University of Cincinnati professor Jason Heikenfeld develops wearable technology — such as this sweat-biosensing device — designed to monitor health continuously and noninvasively.
“Most of the things you want to measure in blood you’ll be able to do in interstitial fluid if you have the sensor technology,” says Jason Heikenfeld, PhD, a professor of electrical engineering at the University of Cincinnati. Just imagine having a full blood workup done by simply putting on a skin patch, no blood sample required.
Heikenfeld has also investigated sweat, which appears useful for measuring hormone levels (such as those that regulate stress, sex, and sleep) and prescription drug monitoring — that is, monitoring levels of a drug in the body and tracking how quickly it’s metabolized, he says.
Sweat sensors may also find a place in at-home tests, Heikenfeld says. “If there was a people’s choice award for bio fluids, sweat would win,” he says. “We don’t want to do blood, don’t want to drool in a cup, don’t want to mess with a urine stick.
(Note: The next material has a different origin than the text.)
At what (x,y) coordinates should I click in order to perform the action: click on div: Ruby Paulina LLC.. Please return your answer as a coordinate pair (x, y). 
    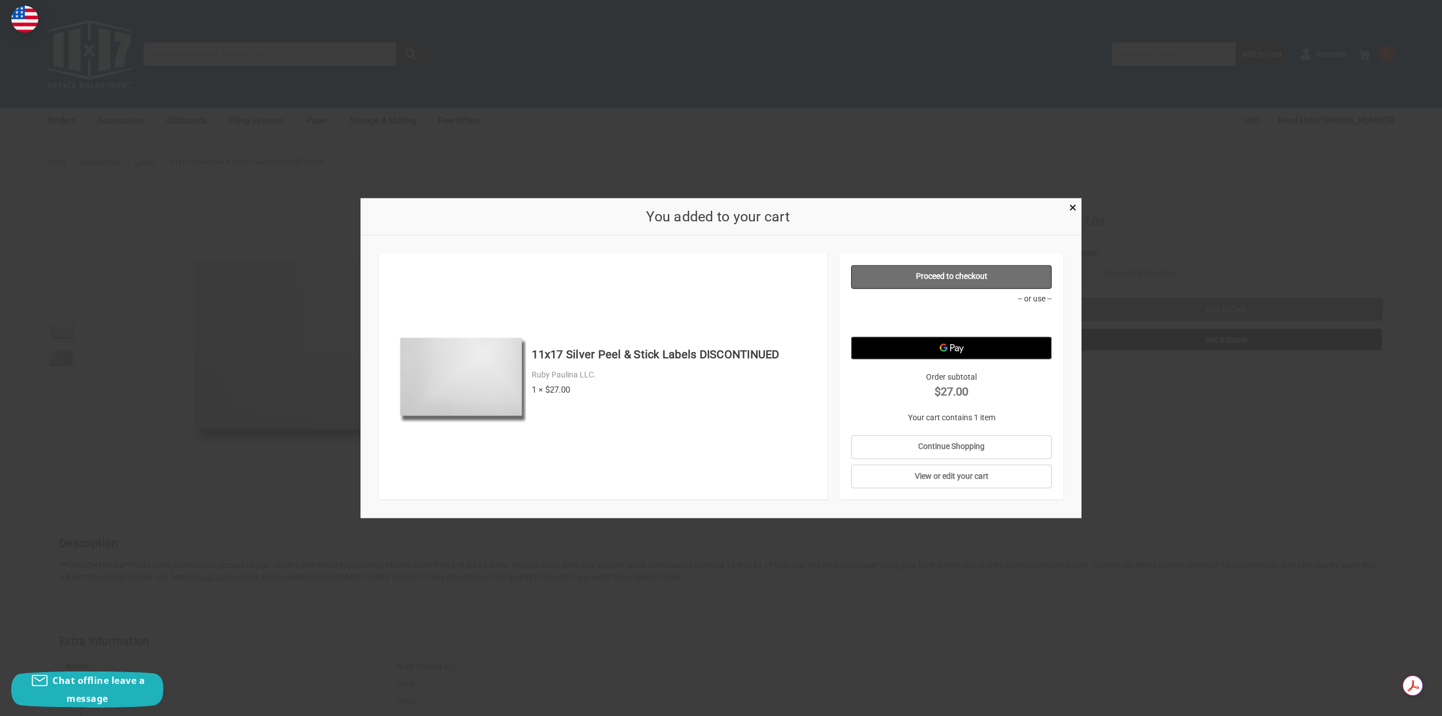
    Looking at the image, I should click on (674, 375).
Tears, forget it. The test would be a simple patch you slap on your arm; collect some fluid, put it in an envelope, and mail it to a lab.”
Wearable Power Sources: Beyond AA Batteries
If you want to create a stretchable, flexible electronic device, you’ll need a stretchable, flexible, and even washable way to power it. Many of today’s wearables, like smartwatches, are powered by very small but still rigid batteries, Bao says. Hence the bulky form.
“There’s certainly a big demand for high-energy density, truly flexible batteries,” she says.
This demand has prompted researchers from across the globe to develop batteries that can stretch and flex. To name just a few recent examples, Canadian researchers developed a flexible, washable battery that can stretch to double its original length and still function. In Singapore, scientists created a paper-thin biodegradable zinc battery that you can bend and twist and even cut with scissors — like any piece of paper — and it will still work. Still others are engineering batteries into long strips that can be used in smart clothing.
From the lab at NC State’s Wilson College of Textiles: A knitted shirt with integrated thermoelectric generators (left), and a shirt that measures the user’s ECG (electrocardiogram) and is powered by integrated piezoelectric films that harvest energy from chest expansion while breathing (right).
Another option is wireless power, Bao says. The battery does not need to be in the device — it can be in your clothes or your pocket and still power the sensors. Bao’s lab at Stanford has developed a sticker-like wearable called BodyNet that can be charged using radio-frequency identification, the same technology used to control keyless entry to locked rooms.
Still others — like Misra and her colleagues at ASSIST — are exploring battery alternatives like energy harvesting, or converting body heat, solar energy, or movement into power.
Misra is working on an energy generator that can convert the temperature difference between your skin and the room into energy to power a device. “You have a skin temperature of, say, 98.6 degrees,” she says. “The temperature in your room is probably about 70 degrees Fahrenheit. And that temperature difference of 28 degrees can be dropped across a device called a thermoelectric generator, which can convert that energy difference into power.”
Just imagine: No more worrying about the battery dying, getting wet, or having to be recharged. “Your body is the battery,” Misra says.
What’s Next
For wearables to truly reach their full potential, all the parts must become more power-efficient and come together in a flexible, stretchable package, Misra says. They also must be designed in such a way that millions, if not billions, of people will want to wear them.
Just as important: Devices destined for the medical world must provide top-quality data. If the collected data isn’t gold standard, what good is it? And all that data needs to be turned into useful information. That’s where data analytics, machine learning, and artificial intelligence come in. “These are not unsolvable problems,” Misra says, “but they’re exciting problems that a lot of the community is working on.”
Bottom line: Our wearable future is well on its way.